VISIT TO THE U.K.



I was unable to continue with my blog for some time since I am visiting my daughter and family who are living in London and had no access to a computer. I will be coming back to Israel in a few day’s  time and, meanwhile, will confine my writing to my impressions of what is being said about Israel from an outsider’s viewpoint. The people with whom I have come into contact are mostly ignorant of what is going on in Israel and probably couldn’t care less. The exceptions are those who have been to Israel. Those who do come often have a built-in prejudice, mainly as the result of the anti-Israeli media to which they have been exposed.
The following poetic-like piece  was written by Oliver Marjot, a sophomore medieval history concentrator from Guilford, England. He was one of a group of Harvard students, of all backgrounds and faiths. He expected the ten-day Israeli Trek to be a confirmation of his “European certainty of your arrogant oppression”.

“I came to you, Israel, wanting to hate you. To be confirmed in my reasonable European certainty of your arrogant oppression….I wanted to appreciate your history, but tut over the arrogant folly of your present. I wanted to cross my arms smugly, and shake my head over you, and leave you to fight your unjust wars. I wanted to smirk in my Protestant confidence, knowing that God is with me, even if you refuse to turn to him, standing instead staring blankly at a wall of stone…
I wanted to see your sights, to bask in your sun, to tramp my feet over your soil, to swim in your seas, to eat the fruit of your fields. I wanted to be amazed, to be interested, to be engaged. I wanted.
I didn’t realise you were broken as well as wealthy, fragile as well as strong. I didn’t realise that you suffer from a thousand voices clamouring in your head, and that some of those voices care about justice and democracy, and that some of them love their neighbours. I didn’t realise that a thousand enemies press on your borders, hoarding instruments of death, as chaos and darkness and madness consume the world every way your look.
Your beauty caught me like a hook. Seeing you, I see what Solomon saw when he wrote about his Beloved. I see that homeland that Jesus loved. The lush green of your Galilee, the stark strength of your desert, the bare whiteness of your Judean hills. I love the Hebrew you speak, the churches you wear like flowers in your hair, the proud golden dome that crowns your head. I love the strength of your soldiers, the warmth of your sun, the joy of your songs, the peace of your kibbutzim.
I’m sorry I had to leave you. I know I have no right to love you. What’s ten days compared to a year, a childhood, a lifetime? Or the five-thousand year lifetime of a People? “


To return to my family at present in London – their first-born 18 year old daughter has been in Israel for the last six months where she came to do her army service as a “lone soldier”. I will write about “lone soldiers” in general and about my granddaughter in particular in my next communication. Meanwhile, I’m enjoying the cool, rainy and unpredictable English  weather.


Your assignment - Whenever a line below mentions the word "arrow", that line should be copied.

Extracts from a graphics dataset -
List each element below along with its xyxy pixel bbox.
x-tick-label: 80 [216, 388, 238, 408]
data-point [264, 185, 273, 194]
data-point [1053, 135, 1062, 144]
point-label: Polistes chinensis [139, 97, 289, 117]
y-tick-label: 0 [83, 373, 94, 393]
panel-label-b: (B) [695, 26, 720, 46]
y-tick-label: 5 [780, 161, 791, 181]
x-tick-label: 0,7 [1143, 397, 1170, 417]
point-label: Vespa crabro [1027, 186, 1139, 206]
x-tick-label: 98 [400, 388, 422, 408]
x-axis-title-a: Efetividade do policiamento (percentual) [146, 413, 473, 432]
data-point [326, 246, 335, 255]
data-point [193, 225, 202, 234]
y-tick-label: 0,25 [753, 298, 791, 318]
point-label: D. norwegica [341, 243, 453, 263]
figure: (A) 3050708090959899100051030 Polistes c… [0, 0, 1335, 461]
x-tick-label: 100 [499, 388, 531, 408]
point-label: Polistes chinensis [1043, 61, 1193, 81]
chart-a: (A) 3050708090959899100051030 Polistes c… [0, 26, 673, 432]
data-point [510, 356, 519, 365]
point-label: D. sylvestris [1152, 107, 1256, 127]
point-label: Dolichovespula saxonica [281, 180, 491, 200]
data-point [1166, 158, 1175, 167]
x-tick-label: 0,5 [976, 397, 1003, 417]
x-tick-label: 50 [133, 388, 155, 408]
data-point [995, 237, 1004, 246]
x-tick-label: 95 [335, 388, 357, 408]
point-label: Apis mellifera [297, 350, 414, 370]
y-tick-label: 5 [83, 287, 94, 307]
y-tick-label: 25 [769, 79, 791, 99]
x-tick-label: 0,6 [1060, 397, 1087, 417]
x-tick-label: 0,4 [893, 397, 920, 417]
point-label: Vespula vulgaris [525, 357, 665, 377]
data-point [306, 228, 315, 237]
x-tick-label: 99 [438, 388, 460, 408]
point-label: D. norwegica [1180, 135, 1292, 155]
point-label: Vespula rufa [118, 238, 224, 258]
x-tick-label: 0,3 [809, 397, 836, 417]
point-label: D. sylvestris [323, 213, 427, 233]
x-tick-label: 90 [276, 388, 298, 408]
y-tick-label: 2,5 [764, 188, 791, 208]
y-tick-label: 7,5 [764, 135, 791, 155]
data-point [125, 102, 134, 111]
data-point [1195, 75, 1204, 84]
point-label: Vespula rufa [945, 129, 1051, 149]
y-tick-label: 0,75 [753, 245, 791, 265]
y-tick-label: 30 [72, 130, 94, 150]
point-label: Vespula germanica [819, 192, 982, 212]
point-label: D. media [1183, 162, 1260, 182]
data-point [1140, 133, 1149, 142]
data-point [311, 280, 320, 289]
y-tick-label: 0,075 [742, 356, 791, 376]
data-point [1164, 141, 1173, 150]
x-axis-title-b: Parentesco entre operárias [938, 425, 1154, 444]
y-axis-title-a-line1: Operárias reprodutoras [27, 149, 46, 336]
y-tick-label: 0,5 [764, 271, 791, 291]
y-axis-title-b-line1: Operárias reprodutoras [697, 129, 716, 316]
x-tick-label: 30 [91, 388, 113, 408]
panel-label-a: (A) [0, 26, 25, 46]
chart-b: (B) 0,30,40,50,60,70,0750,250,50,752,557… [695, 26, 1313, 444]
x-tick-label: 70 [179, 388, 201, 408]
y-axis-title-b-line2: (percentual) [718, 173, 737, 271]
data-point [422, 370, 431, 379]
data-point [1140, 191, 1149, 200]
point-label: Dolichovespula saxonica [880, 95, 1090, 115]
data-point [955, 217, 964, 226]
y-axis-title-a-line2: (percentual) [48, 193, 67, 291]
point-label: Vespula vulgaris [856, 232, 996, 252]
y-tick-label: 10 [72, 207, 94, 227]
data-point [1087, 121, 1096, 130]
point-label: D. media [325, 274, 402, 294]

---

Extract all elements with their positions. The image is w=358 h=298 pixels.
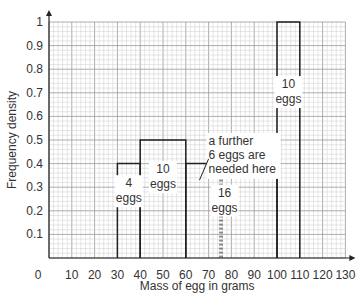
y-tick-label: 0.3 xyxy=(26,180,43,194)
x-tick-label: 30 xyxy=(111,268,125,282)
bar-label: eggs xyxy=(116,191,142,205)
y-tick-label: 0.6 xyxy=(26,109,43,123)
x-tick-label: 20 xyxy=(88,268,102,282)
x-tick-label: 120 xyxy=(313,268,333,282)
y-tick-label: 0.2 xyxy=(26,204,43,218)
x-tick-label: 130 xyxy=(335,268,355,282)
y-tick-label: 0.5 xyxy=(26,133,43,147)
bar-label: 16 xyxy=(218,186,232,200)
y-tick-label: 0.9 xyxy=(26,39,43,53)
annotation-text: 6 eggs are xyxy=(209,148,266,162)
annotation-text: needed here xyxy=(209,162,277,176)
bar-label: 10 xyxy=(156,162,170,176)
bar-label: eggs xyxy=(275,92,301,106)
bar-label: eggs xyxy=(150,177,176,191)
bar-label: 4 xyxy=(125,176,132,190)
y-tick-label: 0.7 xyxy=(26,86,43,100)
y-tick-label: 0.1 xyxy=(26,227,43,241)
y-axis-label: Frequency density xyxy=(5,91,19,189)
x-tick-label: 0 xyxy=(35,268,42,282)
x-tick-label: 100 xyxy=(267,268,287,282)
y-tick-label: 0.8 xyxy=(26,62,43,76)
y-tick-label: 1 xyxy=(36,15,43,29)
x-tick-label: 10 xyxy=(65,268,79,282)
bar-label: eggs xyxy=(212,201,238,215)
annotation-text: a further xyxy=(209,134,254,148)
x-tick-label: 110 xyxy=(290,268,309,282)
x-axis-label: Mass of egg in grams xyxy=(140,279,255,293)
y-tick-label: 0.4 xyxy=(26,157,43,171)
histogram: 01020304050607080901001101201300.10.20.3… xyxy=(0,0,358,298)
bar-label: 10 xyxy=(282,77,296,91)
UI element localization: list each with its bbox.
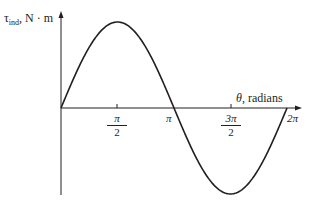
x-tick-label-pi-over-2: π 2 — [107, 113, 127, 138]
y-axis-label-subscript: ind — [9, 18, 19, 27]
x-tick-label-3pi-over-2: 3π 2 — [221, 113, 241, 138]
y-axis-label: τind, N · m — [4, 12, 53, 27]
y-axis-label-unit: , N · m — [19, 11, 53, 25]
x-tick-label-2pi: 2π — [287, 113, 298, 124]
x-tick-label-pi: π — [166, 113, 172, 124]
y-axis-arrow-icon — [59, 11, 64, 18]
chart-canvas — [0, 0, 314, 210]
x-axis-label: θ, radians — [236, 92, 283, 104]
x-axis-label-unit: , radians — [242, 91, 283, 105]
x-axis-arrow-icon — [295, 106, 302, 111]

==

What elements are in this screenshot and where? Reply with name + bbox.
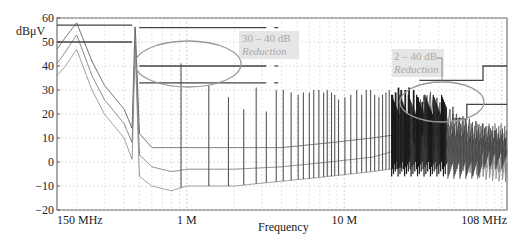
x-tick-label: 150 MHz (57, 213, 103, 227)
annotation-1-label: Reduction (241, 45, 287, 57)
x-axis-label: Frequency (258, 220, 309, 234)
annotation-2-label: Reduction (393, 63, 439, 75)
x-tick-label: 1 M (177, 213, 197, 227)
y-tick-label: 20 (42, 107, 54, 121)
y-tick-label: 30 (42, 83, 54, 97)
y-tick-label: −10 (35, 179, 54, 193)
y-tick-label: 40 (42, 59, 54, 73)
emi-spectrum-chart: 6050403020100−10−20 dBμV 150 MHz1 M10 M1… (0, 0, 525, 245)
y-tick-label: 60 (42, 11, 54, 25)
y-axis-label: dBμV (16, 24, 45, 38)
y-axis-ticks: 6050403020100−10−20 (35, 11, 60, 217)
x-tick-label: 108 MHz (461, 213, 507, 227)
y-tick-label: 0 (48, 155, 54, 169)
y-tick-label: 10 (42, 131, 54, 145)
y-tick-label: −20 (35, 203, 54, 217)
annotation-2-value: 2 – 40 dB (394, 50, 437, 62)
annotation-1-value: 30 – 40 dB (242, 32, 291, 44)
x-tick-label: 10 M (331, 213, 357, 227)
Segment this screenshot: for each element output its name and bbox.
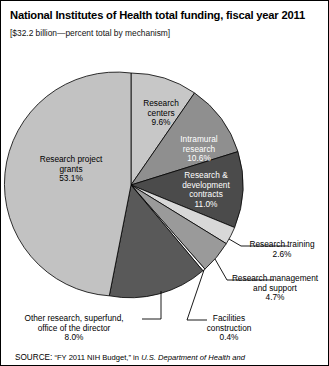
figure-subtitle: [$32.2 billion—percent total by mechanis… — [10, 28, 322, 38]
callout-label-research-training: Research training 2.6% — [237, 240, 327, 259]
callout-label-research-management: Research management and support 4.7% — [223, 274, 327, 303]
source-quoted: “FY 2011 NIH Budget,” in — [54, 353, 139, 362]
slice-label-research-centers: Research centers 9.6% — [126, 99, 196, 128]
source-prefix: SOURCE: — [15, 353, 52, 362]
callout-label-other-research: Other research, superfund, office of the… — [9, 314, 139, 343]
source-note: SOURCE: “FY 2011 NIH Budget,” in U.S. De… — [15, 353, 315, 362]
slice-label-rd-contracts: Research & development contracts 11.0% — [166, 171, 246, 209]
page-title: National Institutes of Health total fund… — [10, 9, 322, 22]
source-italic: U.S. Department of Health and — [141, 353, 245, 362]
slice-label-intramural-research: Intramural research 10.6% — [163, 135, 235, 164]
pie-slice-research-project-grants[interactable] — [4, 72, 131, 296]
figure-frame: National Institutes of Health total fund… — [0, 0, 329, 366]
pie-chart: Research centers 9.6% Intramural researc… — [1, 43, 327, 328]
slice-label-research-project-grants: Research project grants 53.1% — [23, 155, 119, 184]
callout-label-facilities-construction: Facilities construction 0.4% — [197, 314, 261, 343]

Exercise solution -
y-axis-arrow-icon — [59, 11, 64, 18]
x-axis-arrow-icon — [295, 106, 302, 111]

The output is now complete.